I am doing some automated configuration of Raspberry Pis. I'd like to do things differently depending on if the OS image flashed was Raspberry Pi OS or Raspberry Pi OS Lite.
I'm assuming you mean on systems you are not installing and then configuring, because the answer would then be pretty simple: Just track which image is being installed and apply that.
So, if this is instead supposed to be applied to systems that have possibly or probably been used already, tackle this as an XY problem by checking the difference in what it is that you are actually concerned with, rather than assuming that those differences can only be because of what image was originally flashed, which for any significant context will be false.
I've looked at /etc/os-release and it seems there's no difference between the Lite and non-Lite systems.
Because there isn't any difference in terms of the OS release; they are both the same except for some configuration and the pre-installed package list. All of the actual packages are from the exact same place, and the package manager on the lite version can be used to install any and all packages available on the full version.
This means that you could take a system installed from the lite version and turn it into something identical to one installed from the full version, and vice-versa. Hence:
systemctl get-default, similar to runlevel, will tell me graphical.target or not.
Yes, but that is not a guarantee of which image was originally installed because all someone has to do to change the default is run a single command.
You could do this first thing on a lite system: sudo systemctl set-default graphical-target and it will work. You may not actually boot to a GUI, but get-default will still say graphical-target.

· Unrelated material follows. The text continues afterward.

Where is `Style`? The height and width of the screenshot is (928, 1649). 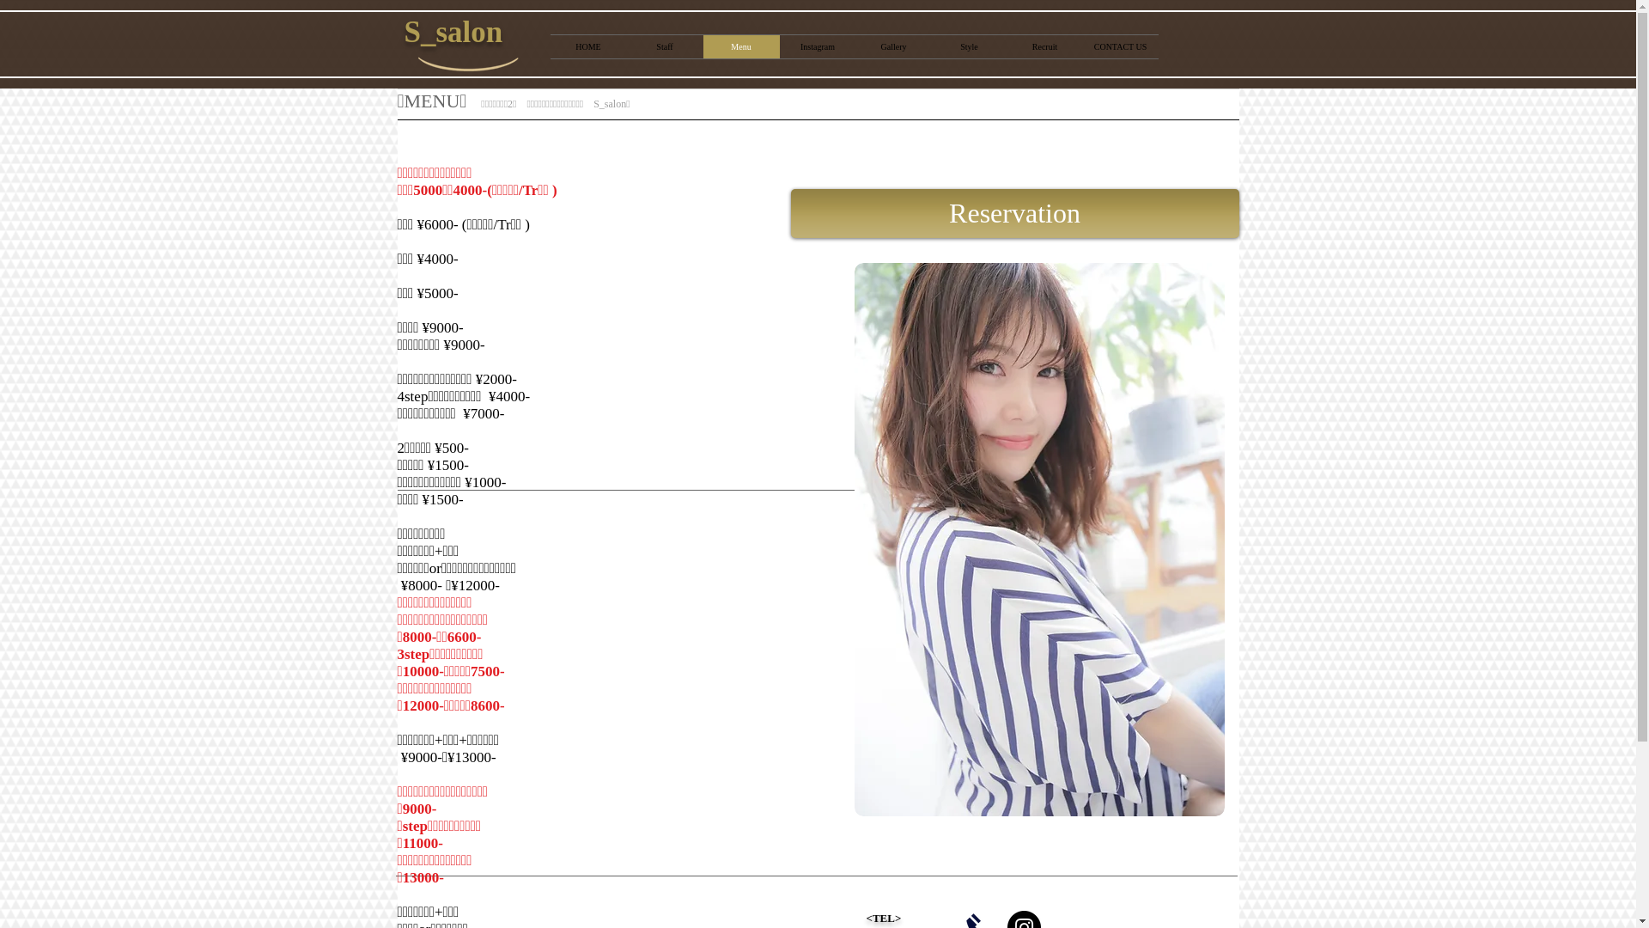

Note that runlevel under systemd is derived directly from the default target and only exists for backward compatibility. If you know you are applying something to a systemd system, don't use runlevel for anything, it's pointlessly atavistic.
pidof lightdm will tell me if there is a display manager running.
More accurately, this will tell you if lightdm is running. This is not a hard and fast requirement of the full version, you can change the display manager to something else -- not to mention remove them all together and/or set the default target to multi-user and not boot to GUI, as some people choose to (I do this on systems where I decide I might want to use the default desktop at some point but in general do not).
Ideally, I'd like to find evidence in some sort of configuration file or log entry.
There's a good chance there is something like that in the apt logs, or at least could be derived from them if they still contain information from the early life of the universe (so to speak), which I do not think is a guarantee on a system that's already been used to an indeterminate extent.
However, even if you can do this, again presuming the reason is because of potentially real differences you are concerned about between one system or another, the original image used for the install is a very bad of deciding what those differences are. Instead, you should ask about a way to determine those more specific differences (in a new question please!).